Still, the question remains: Who is South Africa’s First Lady?
5 comments:
Nice article GUG!
Polygamy, greed, corruption, genocide, gender based violence etc.. just some recurring themes that African leaders conveniently forget to address and instead focus on 'eradicating homosexuality'.
Priorities, priorities...
I don't think there's a political party or leader today that doesn't conveniently sweep unpalatable truths under the carpet for political reasons. Africa and the Third World are just more obviously blatant about it!
Islam recognises that a polygamist system exists, and simply trims the wife number down to two. And why not? As long as each (and their children) are looked after properly?
Maybe black African leaders should stop feeling ashamed, and regularise the situation. (Though of course, what men can do, women should be able to do too...).
Perhaps Bishop Orombi ought address this, yet another, IMPORTED sexually oriented disease! Afterall, it is imported (including the Anglican Church of Uganda) isn´t it? Well, maybe not.
Such silliness, let the gentleman President present ALL HIS LADIES to the Nation (apparently number of wives have nothing to do with ability to serve...well, maybe it´s a validation of his ability to serve)!

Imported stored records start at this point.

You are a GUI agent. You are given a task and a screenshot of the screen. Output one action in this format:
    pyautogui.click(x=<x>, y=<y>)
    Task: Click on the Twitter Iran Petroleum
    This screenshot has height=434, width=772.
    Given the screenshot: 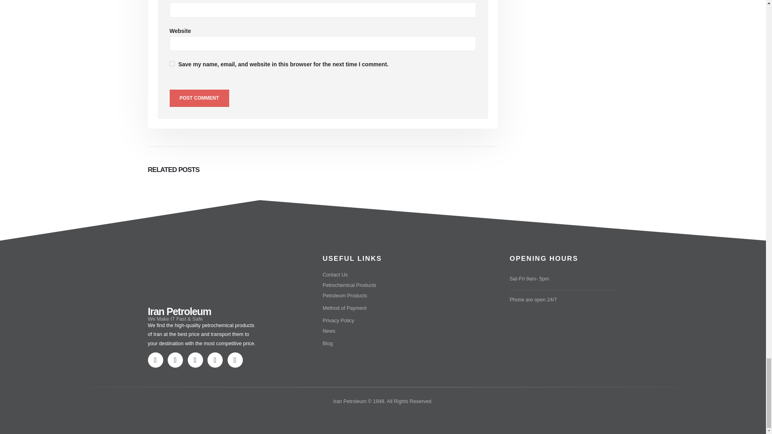 What is the action you would take?
    pyautogui.click(x=197, y=361)
    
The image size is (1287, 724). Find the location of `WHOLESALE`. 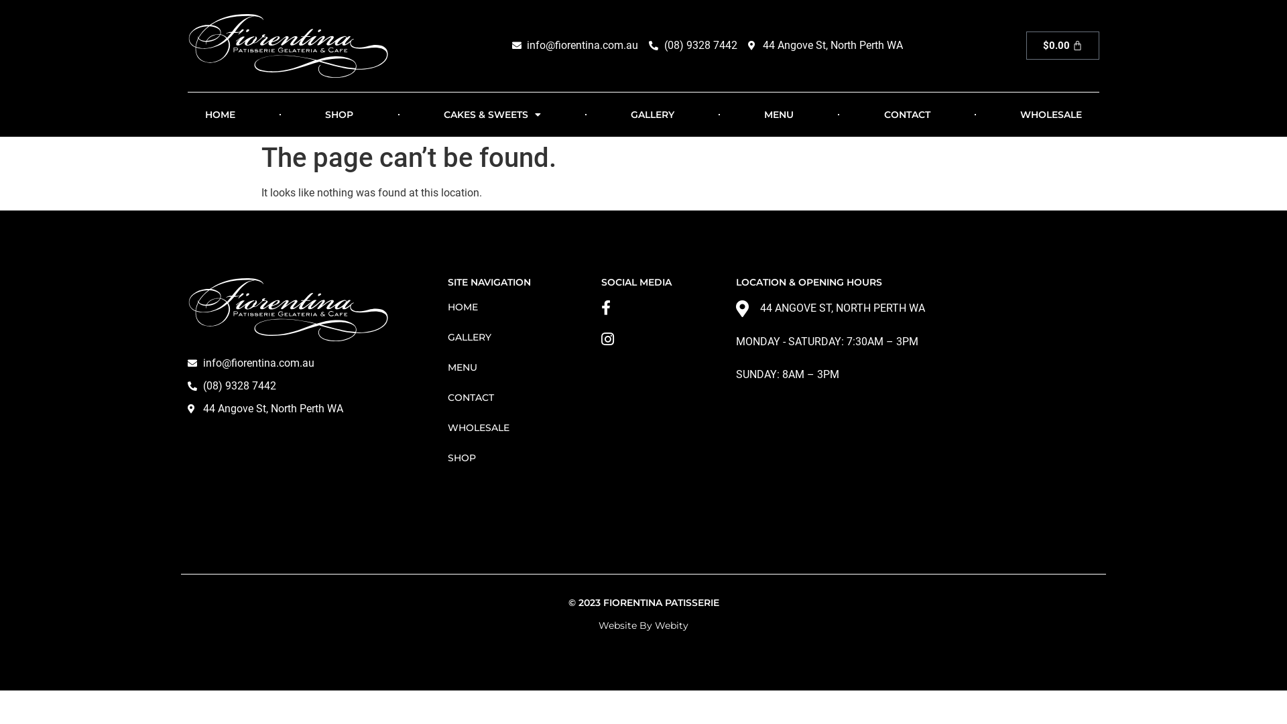

WHOLESALE is located at coordinates (1051, 115).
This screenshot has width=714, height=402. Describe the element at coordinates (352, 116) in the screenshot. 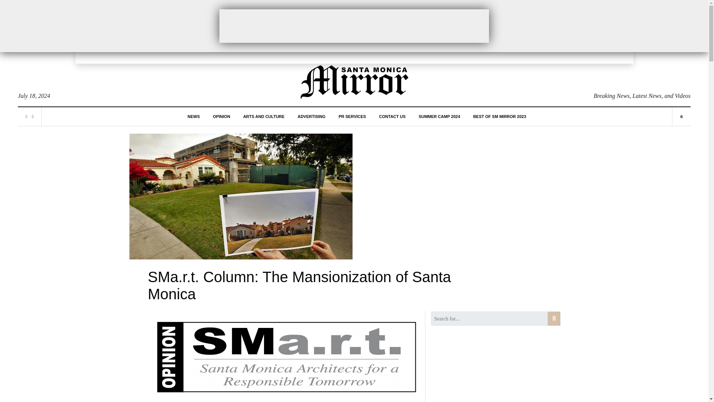

I see `PR SERVICES` at that location.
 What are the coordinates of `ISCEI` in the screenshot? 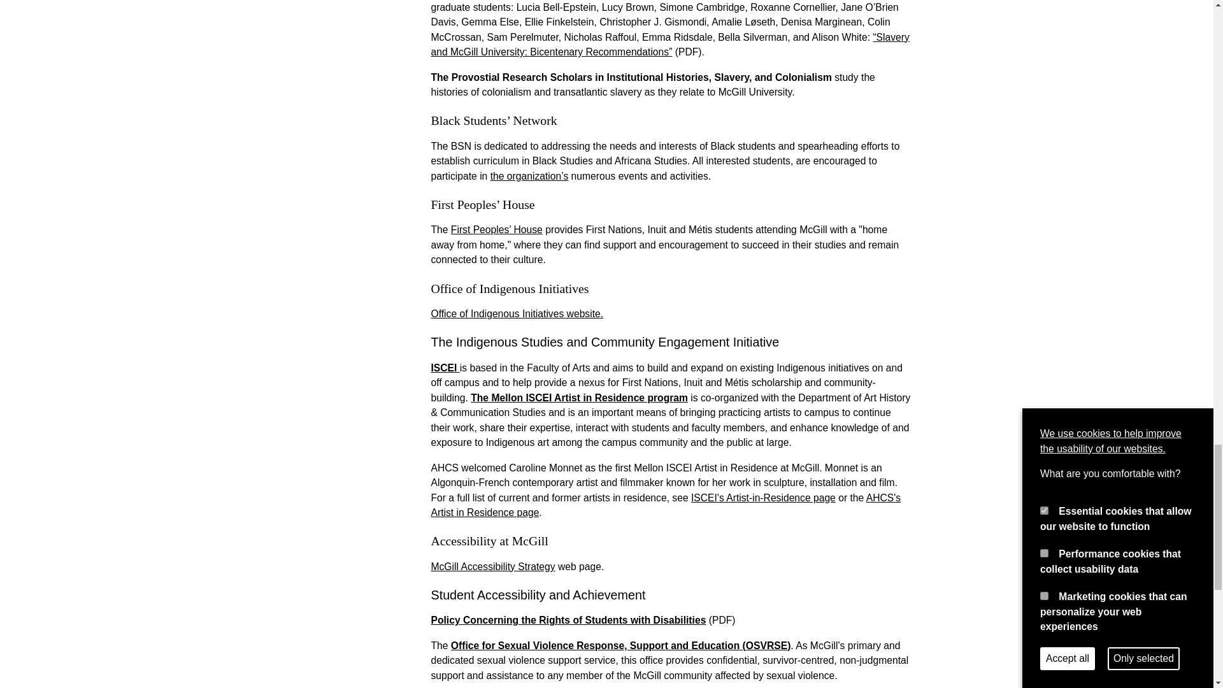 It's located at (445, 368).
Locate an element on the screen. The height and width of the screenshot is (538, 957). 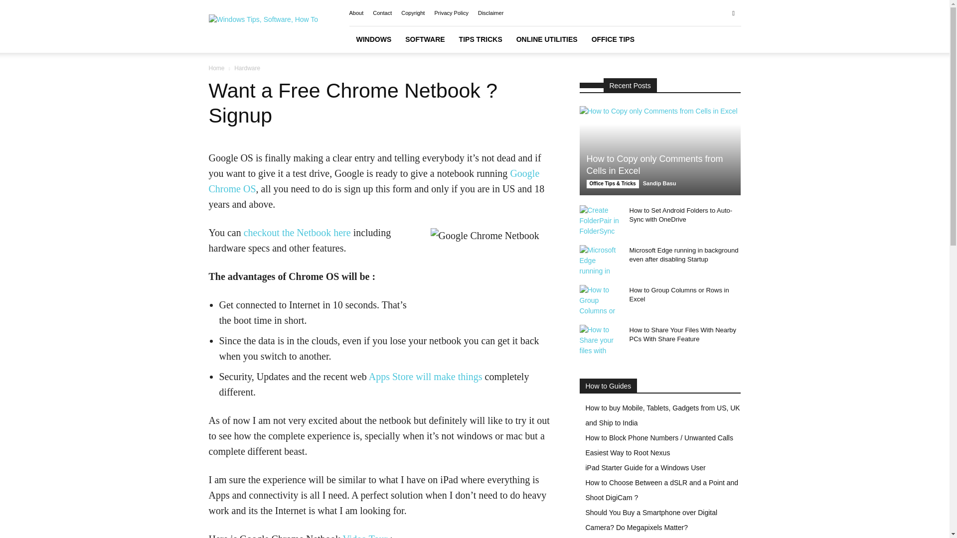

What a shame. Well, stuff like this is not hidden in Nigeria. They claim culture, religion or tradition to have as many wives as possible. Our former president Obasanjo had a lot of wives and he decided to chose perhaps the youngest or the most influential as his first lady.
This is a sick practise
When Mohammed the Islamic prophet decreed only 'x' number of wives per man, it was the WOMEN and not the men who complained, apparently! "What will we do without a man to marry?" was the burning question of the day!